Create a free Diverse: Issues In Higher Education account to continue reading

Perspectives: HBCUs and the Coming Era of Growth and Service

In recent days syndicated columnist Walter E. Williams has questioned whether historically Black colleges and universities (HBCUs) have outlived their usefulness and viability.

While desirous of affording Mr. Williams all due respect, please let me – as a veteran HBCU faculty member and, now, president – respond. Simply ridiculous.

Mr. Williams focuses his essay on a series of columns written by Bill Maxwell for the St. Petersburg Times in spring 2007. In them, Mr. Maxwell, who is a very well-regarded journalist and social critic, expressed his shock at experiences he faced during a temporary period of teaching at Stillman College.

Here’s what I think happened.  In common with many others and very understandably, Mr. Maxwell’s perspective arose from his own college experiences during the 1960s. The institutions he attended during that tumultuous era nonetheless remained for the most part calm.

Since then, students have changed. Students virtually everywhere did. Sometime in the 1980s, attitudes shifted. The millennial generation now demands greater engagement of faculty and often refuses to afford faculty members the automatic deference and respect they previously had enjoyed.

Ask any experienced educator anywhere in the country about this. The problem was that Mr. Maxwell was a distinguished journalist rather than an experienced educator.

As students changed, so, too, did the world of HBCUs. Perhaps most fundamentally, integration of previously all-White institutions sapped HBCUs of many top-level students, academically as well as athletically. Those schools could offer far more financial aid and, perhaps, an easier introduction into White-oriented circles than could an HBCU.

A New Track: Fostering Diversity and Equity in Athletics
American sport has always served as a platform for resistance and has been measured and critiqued by how it responds in critical moments of racial and social crises.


Problem to work on: Below is a listing; retype exactly the line with "Image resolution: width=1425" and every line after it through the end, and only those, leaving out the pictures.
------
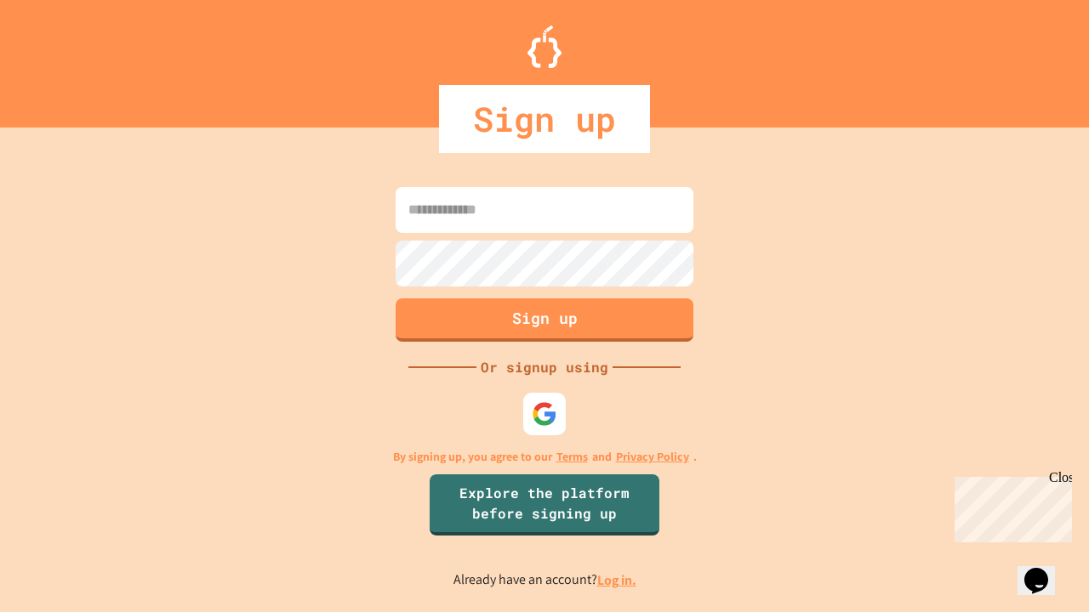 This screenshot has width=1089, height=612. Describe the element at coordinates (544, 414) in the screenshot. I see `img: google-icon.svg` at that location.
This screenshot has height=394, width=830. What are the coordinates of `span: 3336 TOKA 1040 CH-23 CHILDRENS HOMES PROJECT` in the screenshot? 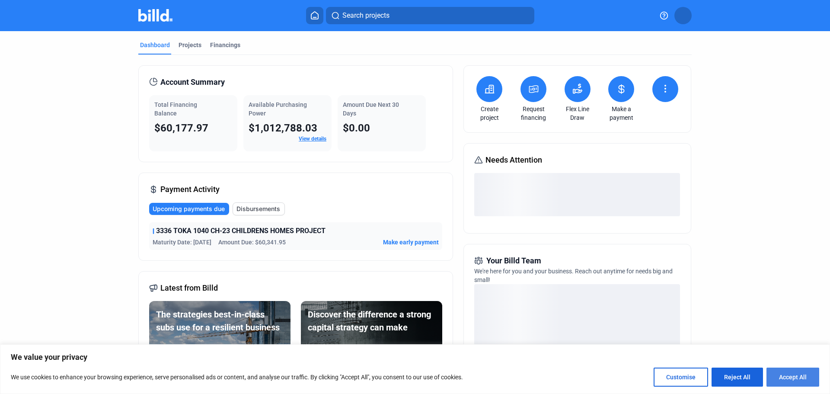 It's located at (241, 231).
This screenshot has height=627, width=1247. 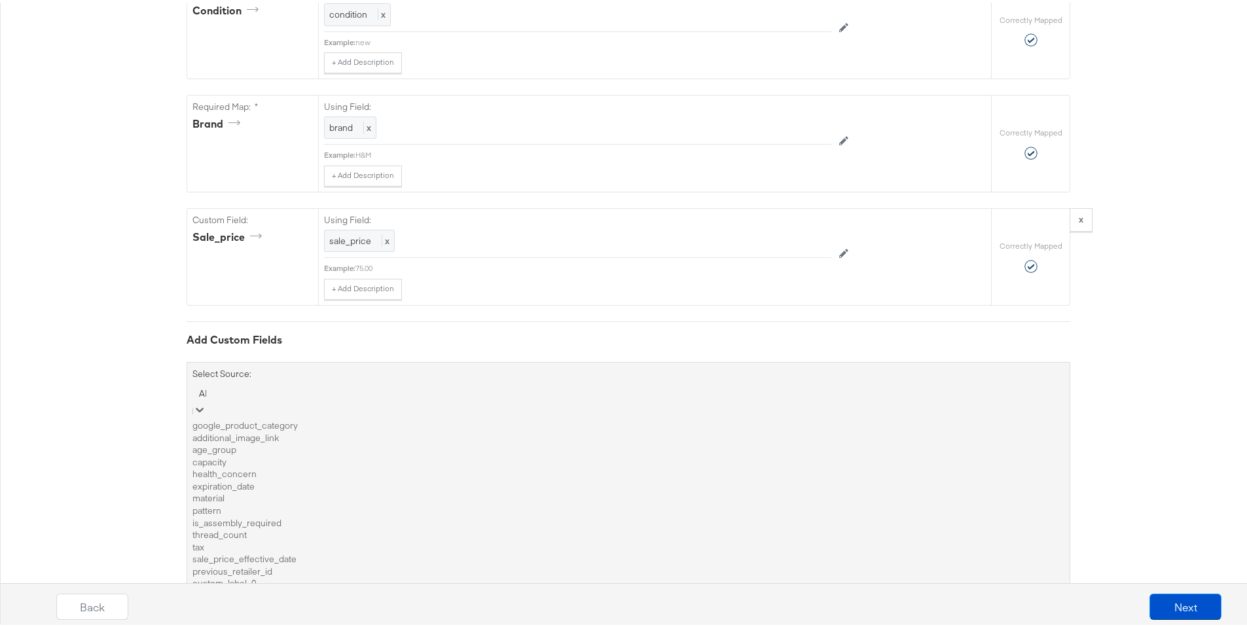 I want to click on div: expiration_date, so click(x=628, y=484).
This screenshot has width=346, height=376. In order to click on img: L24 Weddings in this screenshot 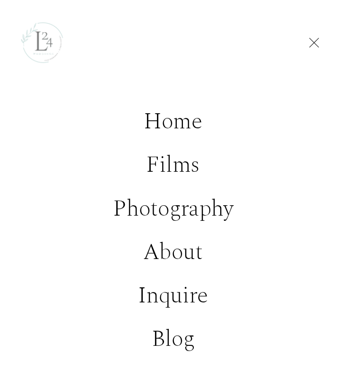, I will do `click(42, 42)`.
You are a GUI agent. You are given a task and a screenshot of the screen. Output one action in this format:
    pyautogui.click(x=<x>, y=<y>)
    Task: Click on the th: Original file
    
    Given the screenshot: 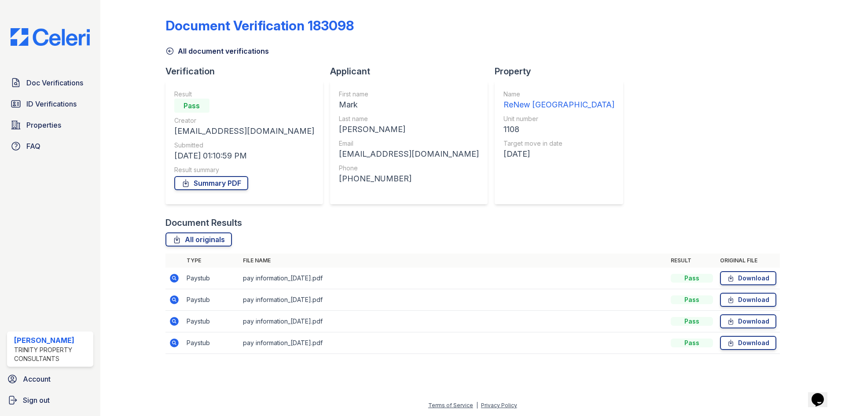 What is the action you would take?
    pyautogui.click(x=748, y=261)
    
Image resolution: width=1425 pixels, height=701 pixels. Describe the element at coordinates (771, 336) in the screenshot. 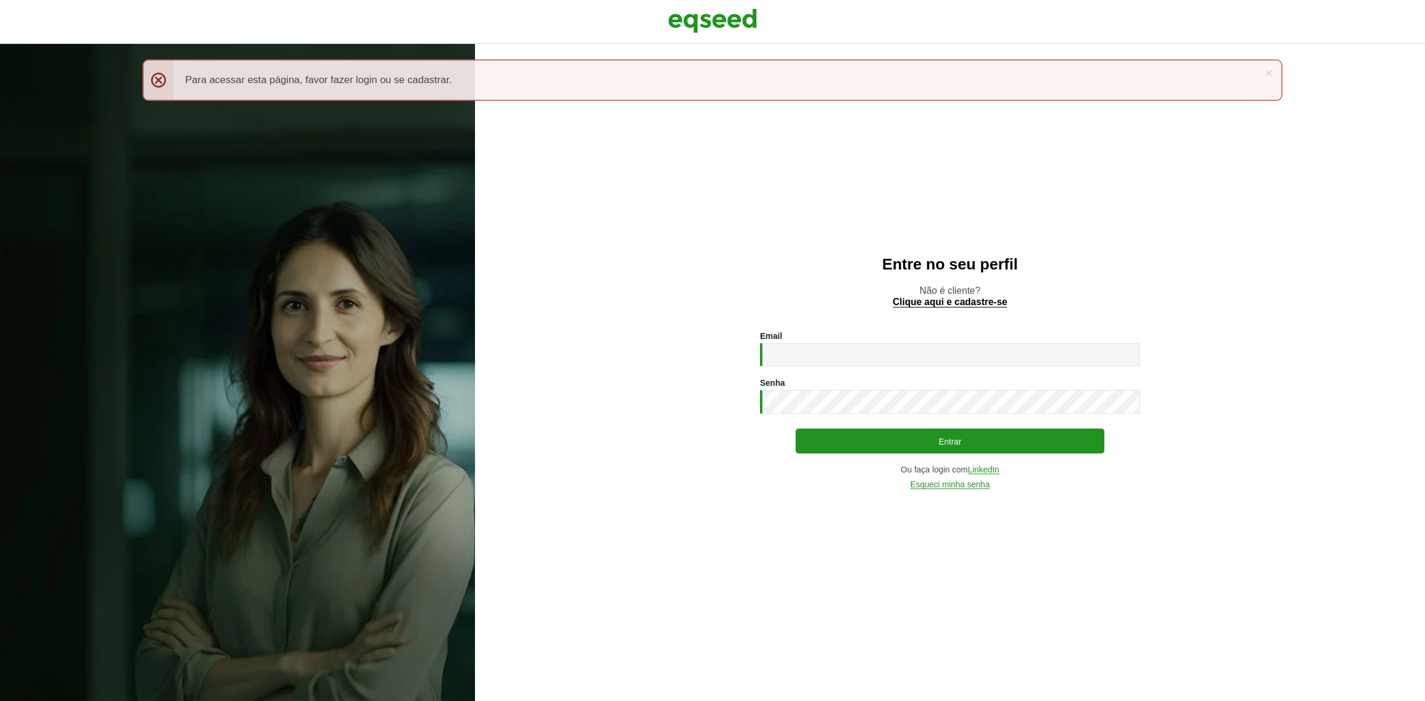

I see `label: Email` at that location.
------
Written response:
Image resolution: width=1425 pixels, height=701 pixels. Describe the element at coordinates (771, 336) in the screenshot. 

I see `label: Email` at that location.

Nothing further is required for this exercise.